Fueron Zetas, ¿Seguro?
Aug 27th, 2010 | By Michel Marizco | Category: General News, Organized CrimeEmail Facebook Twitter Post to Delicious Stumble This Post Buzz This Post Digg This Post
THE BORDER REPORT
So, so far we're up to 72 people in that mass grave near Matamoros; then two car-bombs in Cd. Victoria, then the killing of the ministerio publico into the murders. He was found on the highway. Still want to tell me it's the Zetas? Pres. Felipe Calderón has been expounding on the point for days now, insisting that these migrants had been killed because they refused to work for the Zetas. Again with the Zetas. Last year, when the killings began along the Guatemala border, that was blamed on the Zetas, too. In fact, every time a new travesty breaks out, it's usually the Zetas who are blamed. Not, mind you, that I have any love for the Zetas, but I do appreciate facts when I come across them and this excuse of the Zetas has been used so many times, it's grown wearisome and frankly, suspect. Let's be clear here; Calderón has no proof. At last count, 31 of the 72 bodies had been identified. If the Mexican government can't even identify the bodies of the dead, how are they going to identify the motive? They're not, it's ridiculous. In fact, he actually doesn't know, he's guessing. This is what he says about the Zetas in a press release issued this morning:"Son ellos los que están recurriendo a la extorsión y al secuestro de migrantes como mecanismo de financiamiento y de reclutamiento debido a que están enfrentando una situación muy adversa para abastecerse de recursos y de personas." Very roughly: "It is they who keep returning to extortion and kidnapping of migrants as the financial mechanism and recruiting plan because they are facing a very adverse situation to supply themselves with resources and manpower."In other words, this is their modus operandi, and therefore, it is they who did this. The president is taking much the same tack as his American counterparts. In the Americans' case, they say the same thing about smugglers in general. Calderón's convenient boogeyman is more specific, the Zetas. That's obscene. I'm going to go more with the Rev. Pedro Pantoja, director of the Casa del Migrante in Saltillo who tells The AP: "The permissiveness and complicity of the Mexican state with criminals ... is just as much to blame."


- _PROBLEM_
Using the listing below, copy every line that mentions "pixels".

- _SUPPLIED MATERIAL_
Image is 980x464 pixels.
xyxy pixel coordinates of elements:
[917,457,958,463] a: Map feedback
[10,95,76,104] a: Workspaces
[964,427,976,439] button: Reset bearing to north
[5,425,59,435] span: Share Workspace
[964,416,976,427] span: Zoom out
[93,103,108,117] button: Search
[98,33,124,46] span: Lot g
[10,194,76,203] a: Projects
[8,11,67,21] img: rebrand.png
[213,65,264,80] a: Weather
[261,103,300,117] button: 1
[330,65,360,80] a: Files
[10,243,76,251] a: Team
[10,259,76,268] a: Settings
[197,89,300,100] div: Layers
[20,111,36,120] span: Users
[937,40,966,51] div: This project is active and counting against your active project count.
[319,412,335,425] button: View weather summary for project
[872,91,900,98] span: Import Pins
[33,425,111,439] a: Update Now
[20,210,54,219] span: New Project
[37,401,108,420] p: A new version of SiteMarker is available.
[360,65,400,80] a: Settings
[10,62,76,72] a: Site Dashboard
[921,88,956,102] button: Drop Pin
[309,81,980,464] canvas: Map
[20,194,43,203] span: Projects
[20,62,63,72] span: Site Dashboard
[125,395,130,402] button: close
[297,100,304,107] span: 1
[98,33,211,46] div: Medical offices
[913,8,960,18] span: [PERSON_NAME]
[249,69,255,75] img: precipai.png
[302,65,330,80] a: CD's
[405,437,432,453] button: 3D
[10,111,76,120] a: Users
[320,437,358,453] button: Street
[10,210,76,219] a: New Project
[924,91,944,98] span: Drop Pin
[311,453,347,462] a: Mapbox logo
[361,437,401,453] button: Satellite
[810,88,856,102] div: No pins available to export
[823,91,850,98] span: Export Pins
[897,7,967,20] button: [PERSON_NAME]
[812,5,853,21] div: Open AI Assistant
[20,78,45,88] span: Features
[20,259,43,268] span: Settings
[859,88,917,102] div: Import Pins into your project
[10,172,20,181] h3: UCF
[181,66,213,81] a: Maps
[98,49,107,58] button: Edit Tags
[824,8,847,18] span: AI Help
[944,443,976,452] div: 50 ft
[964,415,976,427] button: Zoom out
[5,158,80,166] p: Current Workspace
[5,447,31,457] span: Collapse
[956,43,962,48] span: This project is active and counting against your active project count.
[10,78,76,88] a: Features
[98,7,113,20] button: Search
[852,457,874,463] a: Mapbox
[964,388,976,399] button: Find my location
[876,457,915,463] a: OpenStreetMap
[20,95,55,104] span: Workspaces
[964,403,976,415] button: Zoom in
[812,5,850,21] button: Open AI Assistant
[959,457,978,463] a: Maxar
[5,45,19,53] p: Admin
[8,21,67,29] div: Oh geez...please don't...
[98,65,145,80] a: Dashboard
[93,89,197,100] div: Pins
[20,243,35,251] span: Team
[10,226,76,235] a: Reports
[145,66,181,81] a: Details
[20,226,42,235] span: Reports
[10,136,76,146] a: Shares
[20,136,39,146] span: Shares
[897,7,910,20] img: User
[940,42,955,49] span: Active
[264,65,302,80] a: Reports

==

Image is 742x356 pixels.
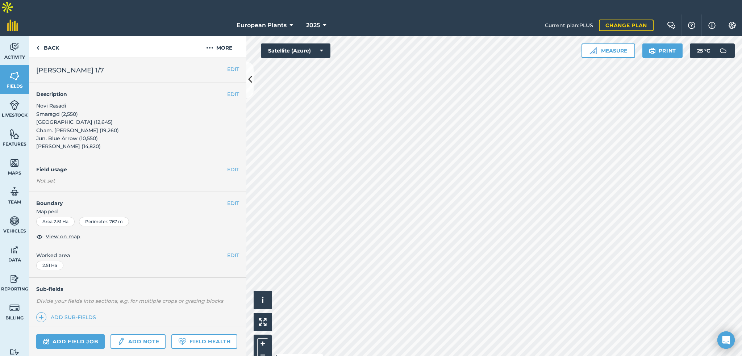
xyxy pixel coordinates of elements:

- _EXERCISE RESPONSE_
Image is 980x464 pixels.
Image is 742x356 pixels.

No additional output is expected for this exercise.